As they reached the sally port, Poladouras held up a hand that he must have a moment to catch his breath.

“It makes no sense, child.”

“Nay,” she agreed. “Not in the mortal world. But what has happened is not of the mortal world.”

“What are you saying?”

She pulled the door open and ran up the steps to the passage. Poladouras was forced to follow or be left behind.

“The vision of Aquila that I saw in the flames was a deception,” she explained when he reached the landing.

“But the falcon is dead,” he protested, and then asked, “Is she not?”

“Aye,” she said sadly. “She is dead. Her death was a lure to draw me away. Once I left the royal tower, time as we know it was altered. What we were certain could only have been a few minutes was in fact more than two hours. Don’t ask me to explain it for there is no logical reason. But that is why the midday sun now rests lower in the sky.”

“But why? Who has done this?” Poladouras sputtered, gasping for breath, and then asked, “To what purpose?”

Her somber gaze met his in the flickering of torchlight as they approached the main hall. “To allow enough time to accomplish what might not be accomplished in a few minutes, and it  required great cunning,” she told him. “It is not
who
has done this, but
what
has done it.”

Her pace quickened with as she ran to the queen’s chamber. In the passage she tripped, almost falling over a slumped body.

“Stephen!” she cried out, as she recognized the young knight. She knelt beside him. Blood covered the side of his face and matted his hair. But he was alive. She felt the faint pulse at his neck beneath her fingers.

With no time to waste, she channeled her power through her touch, deep within him. His eyes slowly opened. Recognition came a moment later and he struggled to sit up.

“I tried to stop her,” he whispered. “I told her no one was to enter the king’s chamber except for you and the old woman. But she would not hear of it.” He struggled to say the next words.

“When I tried to stop her...” he shuddered at the memory. “I have never seen such a creature.” Then he looked at them both. “The queen is in grave danger!”

“Stay with him,” Vivian told Poladouras as she moved past Stephen to the door of the queen’s chamber. It stood ajar. She slowly pushed it open, and stopped in surprise at what she saw.

“Mally?”

She could not fathom why Stephen was anxious about the girl being in the chamber for she often attended Matilda. Then Mally slowly turned toward her where she stood at the edge of the large bed as the queen stirred.

“The child has brought me a tisane,” she said with such weakness that a ribbon of fear sliced through Vivian for she sensed not only Matilda’s growing weakness but the distress of the child that lay within her womb. Her gaze fastened on Mally, and she saw what Stephen had seen.

It was not Mally’s eyes that looked back at her, but the vacant, dark eyes of someone—or something—else, Vivian glanced to the goblet held in the young woman’s hands and knew that it was poison.

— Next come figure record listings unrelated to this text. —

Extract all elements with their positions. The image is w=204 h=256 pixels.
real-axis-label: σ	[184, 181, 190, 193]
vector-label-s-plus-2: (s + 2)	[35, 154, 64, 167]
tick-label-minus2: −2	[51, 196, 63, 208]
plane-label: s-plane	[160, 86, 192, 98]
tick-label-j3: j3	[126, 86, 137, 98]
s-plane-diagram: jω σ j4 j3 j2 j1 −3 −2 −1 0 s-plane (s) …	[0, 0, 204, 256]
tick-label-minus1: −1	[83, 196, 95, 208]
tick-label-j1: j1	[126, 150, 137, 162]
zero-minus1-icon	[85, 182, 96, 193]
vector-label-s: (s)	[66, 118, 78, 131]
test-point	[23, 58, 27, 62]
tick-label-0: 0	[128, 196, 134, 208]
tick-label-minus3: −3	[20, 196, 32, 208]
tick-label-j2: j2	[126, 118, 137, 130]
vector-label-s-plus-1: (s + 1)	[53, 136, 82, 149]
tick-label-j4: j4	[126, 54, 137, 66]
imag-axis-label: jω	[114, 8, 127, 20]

There was a brief flicker of challenge in those dark eyes as Vivian walked toward her, then it wavered. Vivian reached out and seized her by the wrist. The young woman jerked away, crying out painfully as thought she had been burned.  As she fell to the floor of the chamber, she transformed, Mally’s features disappearing to reveal Judith de Marque.

“You cannot stop it!” she hissed at Vivian. “Even now it grows more powerful.”

“Who is it that you have sold your soul to?” Vivian demanded. “Where is the girl? What have you done with her?”

“I have sold my soul to no one. He loves me.  Even now, he has given me some of his powers. He has taken the girl.”

“Taken her where?”

“Into the catacombs.”

“You fool!” Vivian told her. “The power cannot be given. What he has given you is death! Tell me now.  Who has promised you so much?”

Judith stared up at her. “You’re wrong. I will live forever. I will have great power. And I will have Rorke FitzWarren.” But even as she spoke it, she faltered as though suddenly seized by a sudden weakness.